I was looking for an introduction to cats-effect and generally the Typelevel ecosystem last year when I discovered that this book was in development. I got it on Leanpub when it had only the first 4 or 5 sections written.
I wish more books dedicated to a particular framework, programming concept or even programming language were like this.
The book builds a 'Shopping Cart' project, every chapter addressing a specific concern (e.g. HTTP layer, persistent layer), using mostly libraries from the Typelevel ecosystem. I read the book and tried out the code myself in IntelliJ, so it was a hands-on experience. The code is available on github as well so you can always reach out there if something doesn't add up.
Although some of the concepts gave me a headache and I don't really see them used in your typical Scala team - I'm referring mostly to the advanced section - they were still quite interesting and fun to experiment with.
If you're looking to see what the Typelevel ecosystem is capable of, or you are simply willing to challenge yourself and take your functional programming knowledge to the next level, then this book is for you.
This book is a tutorial on how to build RESTful application using final tagless pattern with a set of popular scala fp libraries. The books assumes pretty good understanding of staticly typed pure functional programming and familiarity with typelevel cats ecosystem. The book doesn't spend time laying out any of concepts or even explaining API being used. Also there is no discussion of alternatives or benefits of the proposed approach. It's a tutorial on HOW, not on "what", "why" or "what else". It's very narrow focused. But it's pretty good at going through all layers of the proposed architecture and high-lighting patterns being used. This is not the book to learn functional programming or typelevel libraries ecosystem. This is the book to see it in action.
As of 2021 the second edition is great as it's using the most recent versions of the libraries and it's a good way to see new API in the use. But I can't get away of thinking that even the second edition will become pretty outdated in 2-3 years.
Great book, that is actually practical as the name suggest. It gives a good overview of what can be considered as a modern FP Scala stack for your typical application. Overall, I liked the book, and the only problem is that it got harder to follow along, because I couldn't compile code examples without peeking into further parts of the book or copying stuff from the book's source code.
I was lucky enough to have the opportunity to read this book while it was being written, and I really liked how Gabriel made it all work. This is the book I wish I had when I was learning what Cats Effect is and how to build an entire application with it.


→ TASK REQUIREMENTS:
Copy out exactly the lines below that run from the one holding "Image is 570x296 pixels." to the one holding "Image is 878x490 pixels.", keeping both of those lines and no others.

Saved entries:
* * * * * * *

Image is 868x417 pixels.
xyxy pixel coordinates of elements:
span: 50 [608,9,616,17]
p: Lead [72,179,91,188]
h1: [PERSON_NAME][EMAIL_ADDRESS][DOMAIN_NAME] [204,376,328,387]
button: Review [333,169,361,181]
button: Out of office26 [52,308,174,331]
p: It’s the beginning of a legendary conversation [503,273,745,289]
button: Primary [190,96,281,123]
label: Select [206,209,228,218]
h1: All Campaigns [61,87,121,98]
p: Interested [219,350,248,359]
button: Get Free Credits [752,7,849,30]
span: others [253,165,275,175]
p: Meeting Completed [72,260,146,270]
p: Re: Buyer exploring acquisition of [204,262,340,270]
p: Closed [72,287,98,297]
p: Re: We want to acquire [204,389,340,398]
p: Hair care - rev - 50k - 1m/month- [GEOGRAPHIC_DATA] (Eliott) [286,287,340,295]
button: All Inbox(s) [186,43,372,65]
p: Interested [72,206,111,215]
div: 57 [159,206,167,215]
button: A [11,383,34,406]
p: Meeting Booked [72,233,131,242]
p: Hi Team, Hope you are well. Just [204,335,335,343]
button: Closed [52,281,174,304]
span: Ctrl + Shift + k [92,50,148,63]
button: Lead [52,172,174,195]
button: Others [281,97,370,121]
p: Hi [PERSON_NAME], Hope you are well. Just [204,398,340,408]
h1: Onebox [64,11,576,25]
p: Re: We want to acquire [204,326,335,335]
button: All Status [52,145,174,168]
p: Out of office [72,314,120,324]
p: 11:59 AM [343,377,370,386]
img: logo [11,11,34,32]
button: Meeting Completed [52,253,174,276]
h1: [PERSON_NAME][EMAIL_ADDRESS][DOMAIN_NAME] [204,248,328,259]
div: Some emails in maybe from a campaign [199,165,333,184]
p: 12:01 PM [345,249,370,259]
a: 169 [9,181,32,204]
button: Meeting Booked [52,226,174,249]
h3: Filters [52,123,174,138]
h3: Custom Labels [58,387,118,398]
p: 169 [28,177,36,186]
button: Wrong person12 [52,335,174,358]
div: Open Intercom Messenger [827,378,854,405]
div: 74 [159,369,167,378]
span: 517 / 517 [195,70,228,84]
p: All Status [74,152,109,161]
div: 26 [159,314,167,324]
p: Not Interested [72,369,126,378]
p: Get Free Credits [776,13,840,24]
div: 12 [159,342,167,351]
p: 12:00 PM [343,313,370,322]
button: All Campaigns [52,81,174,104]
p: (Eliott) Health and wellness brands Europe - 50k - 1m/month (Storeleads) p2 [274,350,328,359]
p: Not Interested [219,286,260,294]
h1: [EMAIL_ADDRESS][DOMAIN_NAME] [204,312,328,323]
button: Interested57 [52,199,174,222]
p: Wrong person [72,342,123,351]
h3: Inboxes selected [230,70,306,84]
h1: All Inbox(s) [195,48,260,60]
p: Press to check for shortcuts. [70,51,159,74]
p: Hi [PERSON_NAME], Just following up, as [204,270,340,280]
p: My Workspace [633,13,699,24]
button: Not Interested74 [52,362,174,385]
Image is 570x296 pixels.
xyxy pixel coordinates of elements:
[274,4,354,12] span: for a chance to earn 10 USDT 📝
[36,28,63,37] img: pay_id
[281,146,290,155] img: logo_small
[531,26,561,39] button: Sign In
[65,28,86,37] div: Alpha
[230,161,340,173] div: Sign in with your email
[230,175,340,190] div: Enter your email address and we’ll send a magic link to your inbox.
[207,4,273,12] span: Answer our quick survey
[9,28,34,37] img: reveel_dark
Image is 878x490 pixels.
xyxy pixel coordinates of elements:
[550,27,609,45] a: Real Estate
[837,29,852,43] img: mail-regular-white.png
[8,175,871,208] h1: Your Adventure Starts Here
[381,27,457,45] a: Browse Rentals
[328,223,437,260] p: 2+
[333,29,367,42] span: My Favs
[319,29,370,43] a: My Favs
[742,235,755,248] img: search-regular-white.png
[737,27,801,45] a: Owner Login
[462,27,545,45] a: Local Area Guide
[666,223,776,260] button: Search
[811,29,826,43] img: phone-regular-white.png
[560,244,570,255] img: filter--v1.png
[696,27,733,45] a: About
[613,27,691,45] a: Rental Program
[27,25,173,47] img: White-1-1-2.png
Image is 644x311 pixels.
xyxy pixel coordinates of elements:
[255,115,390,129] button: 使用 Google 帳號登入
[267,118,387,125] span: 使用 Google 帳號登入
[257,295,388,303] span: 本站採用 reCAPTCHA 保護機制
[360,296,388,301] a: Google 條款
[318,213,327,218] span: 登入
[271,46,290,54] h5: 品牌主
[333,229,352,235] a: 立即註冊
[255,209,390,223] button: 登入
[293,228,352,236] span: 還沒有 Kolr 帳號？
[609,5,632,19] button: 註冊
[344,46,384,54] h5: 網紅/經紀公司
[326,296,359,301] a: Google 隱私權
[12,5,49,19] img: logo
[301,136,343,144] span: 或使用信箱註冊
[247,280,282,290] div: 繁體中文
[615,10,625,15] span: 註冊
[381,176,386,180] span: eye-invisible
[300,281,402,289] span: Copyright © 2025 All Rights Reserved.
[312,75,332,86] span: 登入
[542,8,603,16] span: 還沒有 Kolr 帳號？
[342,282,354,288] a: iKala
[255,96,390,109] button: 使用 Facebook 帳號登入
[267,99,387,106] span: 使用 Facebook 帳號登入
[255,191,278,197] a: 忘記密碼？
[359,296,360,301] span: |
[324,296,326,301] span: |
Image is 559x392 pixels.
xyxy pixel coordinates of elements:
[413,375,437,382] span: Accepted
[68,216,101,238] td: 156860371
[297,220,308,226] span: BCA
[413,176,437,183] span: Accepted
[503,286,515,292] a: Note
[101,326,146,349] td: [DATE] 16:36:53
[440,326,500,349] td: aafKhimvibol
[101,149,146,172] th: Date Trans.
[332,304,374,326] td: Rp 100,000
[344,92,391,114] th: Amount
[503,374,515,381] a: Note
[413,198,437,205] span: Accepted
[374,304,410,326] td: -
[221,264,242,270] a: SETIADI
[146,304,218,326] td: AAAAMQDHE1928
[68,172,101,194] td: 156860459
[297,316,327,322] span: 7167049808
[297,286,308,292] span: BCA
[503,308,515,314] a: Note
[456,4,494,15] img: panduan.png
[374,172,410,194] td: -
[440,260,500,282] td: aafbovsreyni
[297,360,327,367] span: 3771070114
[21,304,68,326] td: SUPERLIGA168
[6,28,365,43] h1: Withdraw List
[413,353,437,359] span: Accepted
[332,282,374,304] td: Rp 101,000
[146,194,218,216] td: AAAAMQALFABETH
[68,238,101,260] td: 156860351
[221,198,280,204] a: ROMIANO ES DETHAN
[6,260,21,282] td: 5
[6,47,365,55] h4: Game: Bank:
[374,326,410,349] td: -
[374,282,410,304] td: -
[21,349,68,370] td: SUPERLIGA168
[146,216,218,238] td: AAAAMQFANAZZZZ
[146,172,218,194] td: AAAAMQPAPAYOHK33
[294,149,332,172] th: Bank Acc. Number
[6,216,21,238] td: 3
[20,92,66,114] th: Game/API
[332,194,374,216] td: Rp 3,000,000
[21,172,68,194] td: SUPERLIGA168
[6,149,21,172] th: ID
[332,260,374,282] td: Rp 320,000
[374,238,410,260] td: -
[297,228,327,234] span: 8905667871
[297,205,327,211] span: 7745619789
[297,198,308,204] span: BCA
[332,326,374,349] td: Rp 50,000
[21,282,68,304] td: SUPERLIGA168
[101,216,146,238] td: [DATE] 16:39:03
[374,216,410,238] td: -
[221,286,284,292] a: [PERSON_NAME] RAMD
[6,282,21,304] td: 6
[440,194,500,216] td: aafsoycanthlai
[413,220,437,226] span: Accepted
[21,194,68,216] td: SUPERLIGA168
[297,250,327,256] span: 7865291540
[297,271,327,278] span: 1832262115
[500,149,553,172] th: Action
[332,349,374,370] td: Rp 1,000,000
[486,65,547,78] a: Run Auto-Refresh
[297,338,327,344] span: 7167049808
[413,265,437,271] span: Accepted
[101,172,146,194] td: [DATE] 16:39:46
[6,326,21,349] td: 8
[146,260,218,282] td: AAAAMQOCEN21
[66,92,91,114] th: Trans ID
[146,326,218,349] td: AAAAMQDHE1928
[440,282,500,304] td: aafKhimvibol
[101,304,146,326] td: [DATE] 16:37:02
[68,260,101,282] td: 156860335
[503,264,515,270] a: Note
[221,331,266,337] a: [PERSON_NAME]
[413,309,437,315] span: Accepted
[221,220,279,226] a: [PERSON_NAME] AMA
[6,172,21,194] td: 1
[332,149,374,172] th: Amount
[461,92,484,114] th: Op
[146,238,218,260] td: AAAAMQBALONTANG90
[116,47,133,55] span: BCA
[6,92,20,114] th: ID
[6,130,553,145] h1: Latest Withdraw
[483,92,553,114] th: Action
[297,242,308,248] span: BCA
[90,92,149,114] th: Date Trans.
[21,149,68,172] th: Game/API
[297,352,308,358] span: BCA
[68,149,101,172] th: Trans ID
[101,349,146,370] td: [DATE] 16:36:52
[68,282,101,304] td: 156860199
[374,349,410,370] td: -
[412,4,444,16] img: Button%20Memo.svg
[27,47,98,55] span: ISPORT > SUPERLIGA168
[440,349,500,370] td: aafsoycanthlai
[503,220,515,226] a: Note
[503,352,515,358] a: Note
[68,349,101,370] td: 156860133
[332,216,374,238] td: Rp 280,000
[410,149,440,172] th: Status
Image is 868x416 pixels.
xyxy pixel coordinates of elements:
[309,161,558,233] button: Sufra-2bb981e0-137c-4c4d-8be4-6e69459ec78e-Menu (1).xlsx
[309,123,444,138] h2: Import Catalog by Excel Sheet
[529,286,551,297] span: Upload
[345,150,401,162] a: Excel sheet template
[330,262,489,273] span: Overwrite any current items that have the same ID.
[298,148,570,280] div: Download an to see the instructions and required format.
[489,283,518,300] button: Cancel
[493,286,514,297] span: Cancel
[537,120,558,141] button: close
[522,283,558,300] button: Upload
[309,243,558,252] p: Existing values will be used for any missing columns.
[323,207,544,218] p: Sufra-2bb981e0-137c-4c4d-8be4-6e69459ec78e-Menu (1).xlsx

* * * * * * *

→ SOLUTION TO THIS EXERCISE:
Image is 570x296 pixels.
xyxy pixel coordinates of elements:
[274,4,354,12] span: for a chance to earn 10 USDT 📝
[36,28,63,37] img: pay_id
[281,146,290,155] img: logo_small
[531,26,561,39] button: Sign In
[65,28,86,37] div: Alpha
[230,161,340,173] div: Sign in with your email
[230,175,340,190] div: Enter your email address and we’ll send a magic link to your inbox.
[207,4,273,12] span: Answer our quick survey
[9,28,34,37] img: reveel_dark
Image is 878x490 pixels.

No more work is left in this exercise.